OpinionPREMIUM

TOM EATON | The Trump war doctrine: pre-emptive strikes on your puppets

Killing for peace is still trending after all these years

People walk near a mural of the Iran's Supreme Leader Ayatollah Ali Khamenei in Tehran, Iran, March 1 2026. Picture: (Majid Asgaripour)

The first few days of Operation Keep Trumpanyahu Out Of Jail have cloaked the Middle East in the fog of war, making pronouncements and predictions unwise. Still, a few things seem to be becoming slightly clearer.

The first is that the people of Iran have been freed from a brutal and tyrannical government, and may well have been freed from all government entirely.

According to Donald Trump, the US had been sizing up some possible puppets to install, but he and Benjamin Netanyahu had accidentally killed them, telling ABC “it’s not going to be anybody that we were thinking of because they are all dead. Second or third place is dead.”

In other words, there is now a strong possibility that if the Israeli-US war effort goes as planned, the people of Iran will soon be freed not only from tyranny but also from things like running water, electricity and the chance of rebuilding a functioning country.

Second, given that Iran was in the middle of negotiations and had reportedly acceded to most of the US’s demands when it was attacked, it is now also clear that every country in the world needs a secret nuclear weapons programme, and pronto: American diplomacy might not be worth the paper it’s written on, but at least the Los Alamos gadget will always have your back.

Iran’s mistake, of course, was to have a weapons programme that was not only semi-secret but also semi-metaphysical, able to exist and not exist, or indeed to expand and compress spacetime, depending on who was looking at it and how they were polling at the time.

Last year, for example, having been Just Months From Having Nuclear Weapons™ since the 1980s, Iran had its ability to enrich uranium “completely and totally destroyed”, to quote Trump.

But in his state of the union address last week Trump revealed that Iran had once again started rebuilding its weapons programme, implying that it could rebound at an absolutely terrifying rate and ― wait, we have breaking news ― Iran had rebuilt and developed a nuclear arsenal since… Saturday?
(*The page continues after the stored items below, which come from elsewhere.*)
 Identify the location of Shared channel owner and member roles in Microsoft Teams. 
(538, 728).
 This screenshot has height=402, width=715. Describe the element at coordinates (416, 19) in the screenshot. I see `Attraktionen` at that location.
Araghchi couldn’t have looked more flabbergasted than if a woman had made eye contact with him, because to be fair it was an astonishing question, implying that at least a few Americans believe far-flung US bases can stage first strikes on foreign countries but are not legitimate targets for retaliatory counterattacks.

Why, yes! Here’s CBS, recently bought by the ardently pro-Israel centibillionaire Ellison family, tweeting that Sunday’s episode of 60 Minutes would feature an interview with the son of the deposed shah (Trump’s fourth place, perhaps?) discussing “what happens to Iran’s nuclear weapons”. Geez, I suppose you live and learn.

Still, before we get too anxious we should remind ourselves that US technology isn’t omnipotent. Yes, the Pentagon has just signed a deal with OpenAI to do what rival tech giant Anthropic refused to — potentially allow the US to build a vast surveillance network at home while also developing robots that select targets without needing a kill order from a human being — but let’s not forget that even though the US can find a mullah in his loo in Tehran, it still hasn’t developed the technology to find a paedophile in government.

There is also very little chance that the US media will make things any clearer in the coming weeks. Consider NBC’s interview on Sunday with Iranian foreign minister Abbas Araghchi, during which an American journalist asked him how, if building missiles that could reach the US was a self-avowed red line for Tehran, it could justify attacking US military bases in Gulf states.

Araghchi couldn’t have looked more flabbergasted than if a woman had made eye contact with him, because to be fair it was an astonishing question, implying that at least a few Americans believe far-flung US bases can stage first strikes on foreign countries but are not legitimate targets for retaliatory counterattacks.

If only Emperor Hirohito had had NBC to cover Pearl Harbour, earnestly asking FDR why he was responding with such unreasonable and frankly distasteful aggression.

Yes, it’s almost futile trying to peer through the smoke right now. So perhaps in conclusion, let’s take a step back and give the last word to the man for whom all of this is being done and whose prospects of avoiding a jail cell grow brighter with every exploding bomb.

Netanyahu has come in for a lot of stick in the past few years, what with overseeing the killing of tens of thousands of women and children in Gaza, but he spoke true this weekend as he insisted that this war would “lead to peace”.

He is absolutely right. For thousands of years, war has always led to peace and this one will be no different. And nor will the next one, and the one after that, and the one after that.

• Eaton is an Arena Holdings columnist.